There has been a lot of conversation recently about what
to do with the battle flag of the Confederacy. It has been at the top of a
flagpole in Colombia, South Carolina for years and many people want it to come
down. This concern was sparked by the murder of the nine people in Emmanuel
Church in Charleston, South Carolina and the picture of the alleged man who did
the killing, Dylann Roof with the flag beside him. All of a sudden the nature
of the racist symbolism contained in the flag became a focus of attention.
Certainly
the flag is a symbol of the division that we had in this country from the
beginning between states that permitted slavery and those who didn’t. It is
impossible to say that the Civil War was fought for any other reason than the
abolition of slavery. When Harriet Beecher Stowe visited Abraham Lincoln in
Washington, he is supposed to have said to her:
“So you are the little lady who started this terrible war.” The division
that we have had in this nation has persisted long after the war was over. North
and South have been politically and culturally divided for a very long time. The
demand to get rid of the Confederate battle flag is a rather belated cry for
unity in this country; for a time when the radical divisions that we obviously
have can be re-united and we can have a generous peace. A peace that never
happened as a result of the Civil War, or with what we savagely did as a nation
to the Southern States after the war that was called “reconstruction,” to make
the people in the rest of the country feel better. We also still haven’t seen
real peace after the civil rights arguments of the sixties. Martin Luther King
was killed because of our racial divide. We are still looking for peace. Symbols
are important.
The
story in Second Samuel about David bringing the Ark of the Covenant back to
Jerusalem to be housed in the Tent of Meeting is a wonderful example of
bringing symbols together to unite a country. The Tent of Meeting was built by
Moses in the desert to be a place of worship and conversation with God. When
the Ten Commandments were given to Moses on Mount Sinai, the tablets on which
they were inscribed were placed in a great box called the Ark of the Covenant,
which was carried wherever the Hebrew people went. When the tribes came into the land of Canaan,
they brought both of these symbols with them.
Eventually, the nation split into two separate peoples: the people of
Israel, who were the ten tribes in the North, and the two tribes, Judah and
Simeon who became the people of Judah in the South. David was attempting to
unite these two groups of tribes into one solid nation by bringing all twelve
tribes together with their capital as the city of Jerusalem. That is the
significance of the bringing the Ark of the Covenant back to Jerusalem to be
housed in the Tent of Meeting.
It didn’t
stay that way for very long. The tribes eventually split again; even today,
East and West Jerusalem are contested places by the Jewish people and the
Palestinians. Will there ever be
unity?
Unity is
something that is greatly desired by God for all people. We are the ones who
split apart from each other because of our races, our politics or other things
that make it hard for us to talk to each other. When I was the interim rector
of St. James Episcopal Church in Charleston, West Virginia, I found myself at
the head of a great black church in the diocese; one that had been established
many years before. It was an education for me to live among those dear people
and to preach to them. I had more PhD holders in that congregation than I have
ever had since, because many of them were professors at West Virginia State
College, which had been established to be a place where African American people
could find education. I learned a lot from them about the differences that we
have as a people and what it means to be black in an essentially white
society.
How to
find some unity in the midst of all of this division is what we need to
do. We can’t do it by casting blame and
trying to punish those who are divided from us. We need instead to learn to
listen and to respond somehow to the hopes and the dreams that are cherished by
those who live apart from us. Martin Luther King said that “eleven o’clock
Sunday Morning is the most segregated moment of our week,” meaning that our
churches are the places where we are the most divided. I know that is true.
Mother Emmanuel Church is a black church in a white community.
At the
78th General Convention of the Episcopal Church, which concluded
this past week, we elected Michael Curry as our new presiding Bishop. Bishop
Curry has been the bishop of North Carolina. He is an African American and is a
dynamic preacher. I think that he is just what we need in this country to begin
to heal the wounds that have persisted through the Civil Rights era, and the
current division between the police and the black community. I have listened to
Bishop Curry preach and I know that what he says is what we need to hear.
Symbols were important in Jesus' time also. King Herod saw John the Baptist as a symbol of his sin. John had pointed out to him that he was guilty of adultery. Herod wanted to get rid of him. So when Salome danced her dance and was promised any reward, she asked her mother what she should ask for and Herodias told her to ask for the head of John the Baptist on a platter, which Herod reluctantly supplied. That is what we do with symbols. When I think of the Confederate battle flag and Dylann Roof, it occurs to me that this symbol is certainly not neutral, not without consequence. Getting rid of it says something about our racial priorities and we need to consider that carefully. Our hearts go out to the people of that parish in South Carolina. We want for them peace and unity. It is good that the person who did that crime is in custody. We can do more. Honoring unity by taking the symbol of the pain down from the flagpole is a necessary thing to do in this time of crisis. May God bless what we do in His name.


### Task objective
Scan the records and identify every line in which the string "annotation" occurs, then return those lines.

### Dataset extract
━━━━━━━━━━━━━━━━

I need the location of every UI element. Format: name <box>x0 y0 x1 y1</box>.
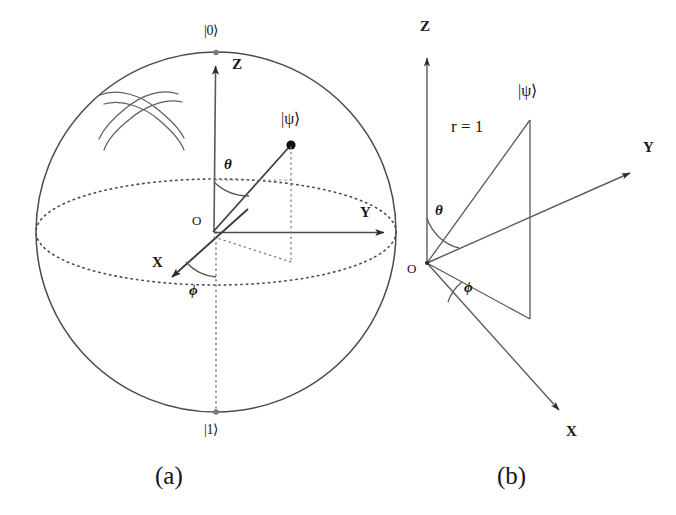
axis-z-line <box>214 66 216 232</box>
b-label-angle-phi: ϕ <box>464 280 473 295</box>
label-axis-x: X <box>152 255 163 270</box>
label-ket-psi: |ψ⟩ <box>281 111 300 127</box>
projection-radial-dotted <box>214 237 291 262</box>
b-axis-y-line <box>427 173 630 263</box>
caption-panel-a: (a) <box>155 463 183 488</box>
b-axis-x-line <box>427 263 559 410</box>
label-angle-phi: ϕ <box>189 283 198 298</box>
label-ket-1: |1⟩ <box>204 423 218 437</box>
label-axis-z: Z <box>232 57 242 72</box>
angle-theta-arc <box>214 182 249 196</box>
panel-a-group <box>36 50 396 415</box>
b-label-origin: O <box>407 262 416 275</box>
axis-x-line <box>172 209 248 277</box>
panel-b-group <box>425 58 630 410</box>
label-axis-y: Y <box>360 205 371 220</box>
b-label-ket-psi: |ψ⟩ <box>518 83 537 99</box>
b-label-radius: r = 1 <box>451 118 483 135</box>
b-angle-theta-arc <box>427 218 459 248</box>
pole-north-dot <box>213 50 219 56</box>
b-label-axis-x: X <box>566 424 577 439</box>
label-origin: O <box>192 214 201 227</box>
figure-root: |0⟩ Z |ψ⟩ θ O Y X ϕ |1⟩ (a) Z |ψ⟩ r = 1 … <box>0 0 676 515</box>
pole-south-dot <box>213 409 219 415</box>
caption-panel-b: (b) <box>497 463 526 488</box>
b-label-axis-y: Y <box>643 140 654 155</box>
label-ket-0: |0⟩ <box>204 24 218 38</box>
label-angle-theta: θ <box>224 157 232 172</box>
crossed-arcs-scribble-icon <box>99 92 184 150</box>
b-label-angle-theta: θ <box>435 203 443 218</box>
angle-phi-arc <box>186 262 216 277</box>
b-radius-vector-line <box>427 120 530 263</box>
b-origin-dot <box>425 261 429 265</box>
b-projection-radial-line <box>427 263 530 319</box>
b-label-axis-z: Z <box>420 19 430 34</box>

━━━━━━━━━━━━━━━━

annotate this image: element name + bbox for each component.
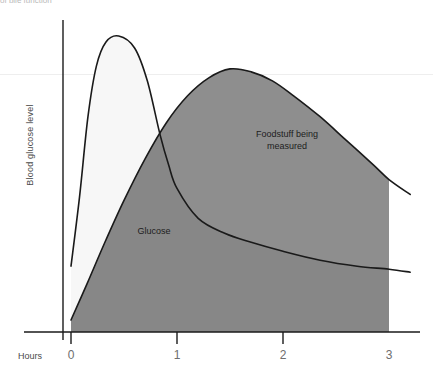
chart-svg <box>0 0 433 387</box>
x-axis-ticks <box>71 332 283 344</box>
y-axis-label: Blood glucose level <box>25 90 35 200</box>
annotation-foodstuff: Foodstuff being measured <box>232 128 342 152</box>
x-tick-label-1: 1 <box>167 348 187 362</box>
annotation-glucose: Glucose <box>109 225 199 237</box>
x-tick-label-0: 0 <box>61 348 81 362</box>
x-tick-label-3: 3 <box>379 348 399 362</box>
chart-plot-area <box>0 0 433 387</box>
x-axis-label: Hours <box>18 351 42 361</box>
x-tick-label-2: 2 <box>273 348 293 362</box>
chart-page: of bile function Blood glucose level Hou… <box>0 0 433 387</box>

━━━━━━━━━━━━━━━━

### Result
annotation-foodstuff: Foodstuff being measured <box>232 128 342 152</box>
annotation-glucose: Glucose <box>109 225 199 237</box>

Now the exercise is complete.